No more CUnity this year. Orientating first-years, who arrived at Columbia a few years too late to have Edward Said tell them that they have in fact been Occidentating all along, instead had BlaZe--a kind of scavenger hunt / color war hybrid--sending them screaming across campuses on both sides of Broadway. Naturally, Bwog was there, in the form of correspondents Andrew Russeth and Marc Tracy.
The event was everywhere, and nowhere. A hula hoop race—quick, everyone hold hands! now pass a hula hoop around your circle without not holding hands!—in front of the B School. Sudoku in Upper Mac. Beirut and Quarters, at, respectively, Barnard Lawn and the basement of Mac—except with cheap cola instead of cheap beer. Word games in front of Philosophy, posted to The Thinker (get it?). All done by forty teams spread out in five colors ( e.g., Yellow 1, Red 3, Bwog favorite Green 5).

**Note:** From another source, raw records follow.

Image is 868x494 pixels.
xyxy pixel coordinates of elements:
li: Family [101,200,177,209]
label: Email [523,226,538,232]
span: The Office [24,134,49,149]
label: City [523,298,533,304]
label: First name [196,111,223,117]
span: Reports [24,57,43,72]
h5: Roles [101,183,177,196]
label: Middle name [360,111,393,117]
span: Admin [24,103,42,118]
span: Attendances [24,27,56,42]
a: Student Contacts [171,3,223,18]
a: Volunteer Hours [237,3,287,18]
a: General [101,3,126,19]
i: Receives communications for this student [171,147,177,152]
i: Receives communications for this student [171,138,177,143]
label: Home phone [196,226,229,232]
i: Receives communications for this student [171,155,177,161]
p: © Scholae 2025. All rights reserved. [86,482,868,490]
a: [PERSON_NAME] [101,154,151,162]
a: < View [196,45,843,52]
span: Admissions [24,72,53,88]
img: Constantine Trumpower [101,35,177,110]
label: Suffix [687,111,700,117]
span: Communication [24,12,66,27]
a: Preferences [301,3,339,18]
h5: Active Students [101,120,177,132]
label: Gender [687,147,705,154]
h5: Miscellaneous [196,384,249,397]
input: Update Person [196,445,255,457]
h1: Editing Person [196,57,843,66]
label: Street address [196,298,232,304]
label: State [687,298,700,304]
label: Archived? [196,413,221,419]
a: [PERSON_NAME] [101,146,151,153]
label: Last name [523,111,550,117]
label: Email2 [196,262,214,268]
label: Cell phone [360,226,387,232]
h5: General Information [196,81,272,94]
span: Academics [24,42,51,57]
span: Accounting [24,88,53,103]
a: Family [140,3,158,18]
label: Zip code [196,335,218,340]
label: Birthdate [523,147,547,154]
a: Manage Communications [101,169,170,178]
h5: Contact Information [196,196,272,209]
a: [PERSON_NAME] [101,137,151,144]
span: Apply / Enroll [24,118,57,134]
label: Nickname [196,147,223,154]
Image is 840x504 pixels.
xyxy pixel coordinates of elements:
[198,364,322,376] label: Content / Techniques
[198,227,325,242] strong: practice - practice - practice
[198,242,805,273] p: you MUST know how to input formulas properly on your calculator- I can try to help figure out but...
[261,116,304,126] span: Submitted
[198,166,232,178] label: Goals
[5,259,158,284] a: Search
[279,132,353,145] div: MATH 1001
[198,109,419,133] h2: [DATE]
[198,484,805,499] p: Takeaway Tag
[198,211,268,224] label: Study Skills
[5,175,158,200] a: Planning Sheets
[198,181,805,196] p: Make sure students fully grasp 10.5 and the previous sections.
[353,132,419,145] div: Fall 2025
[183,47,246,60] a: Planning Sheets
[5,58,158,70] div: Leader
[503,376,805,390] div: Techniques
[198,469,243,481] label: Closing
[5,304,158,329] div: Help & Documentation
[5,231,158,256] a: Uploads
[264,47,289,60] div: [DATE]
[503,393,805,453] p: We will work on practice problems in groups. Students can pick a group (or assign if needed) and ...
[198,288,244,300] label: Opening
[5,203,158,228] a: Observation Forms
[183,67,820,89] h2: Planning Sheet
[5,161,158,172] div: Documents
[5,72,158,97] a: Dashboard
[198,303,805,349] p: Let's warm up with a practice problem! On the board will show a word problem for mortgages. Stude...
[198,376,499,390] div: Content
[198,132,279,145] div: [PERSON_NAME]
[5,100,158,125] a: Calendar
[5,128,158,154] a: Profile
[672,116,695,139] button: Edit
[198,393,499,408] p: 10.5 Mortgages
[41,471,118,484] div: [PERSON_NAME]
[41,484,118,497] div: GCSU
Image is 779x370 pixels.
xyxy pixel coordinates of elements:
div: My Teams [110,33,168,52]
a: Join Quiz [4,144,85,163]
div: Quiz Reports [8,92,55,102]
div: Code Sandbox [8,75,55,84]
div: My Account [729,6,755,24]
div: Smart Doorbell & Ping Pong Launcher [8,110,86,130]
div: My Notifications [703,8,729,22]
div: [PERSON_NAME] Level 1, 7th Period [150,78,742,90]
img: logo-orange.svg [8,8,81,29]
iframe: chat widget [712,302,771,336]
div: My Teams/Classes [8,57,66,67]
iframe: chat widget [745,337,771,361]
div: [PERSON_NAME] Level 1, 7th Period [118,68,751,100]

We had been told the name of the event—BlaZe—carried humorous connotations. Puzzled by this, we put on our reporting caps and asked around. "Fire and fun," an OL offered, on what BlaZe meant to her. "Pouring gasoline on people and lighting them on fire," another, perhaps the younger brother of the McBain arsonist, told us. "I don't know," demurred another student, inexplicably adding, "I don't smoke." And then there was the first-year who, as we talked to her during something of a traffic jam behind Earl Hall, insisted, "You know what we're thinking." Um, no, not really.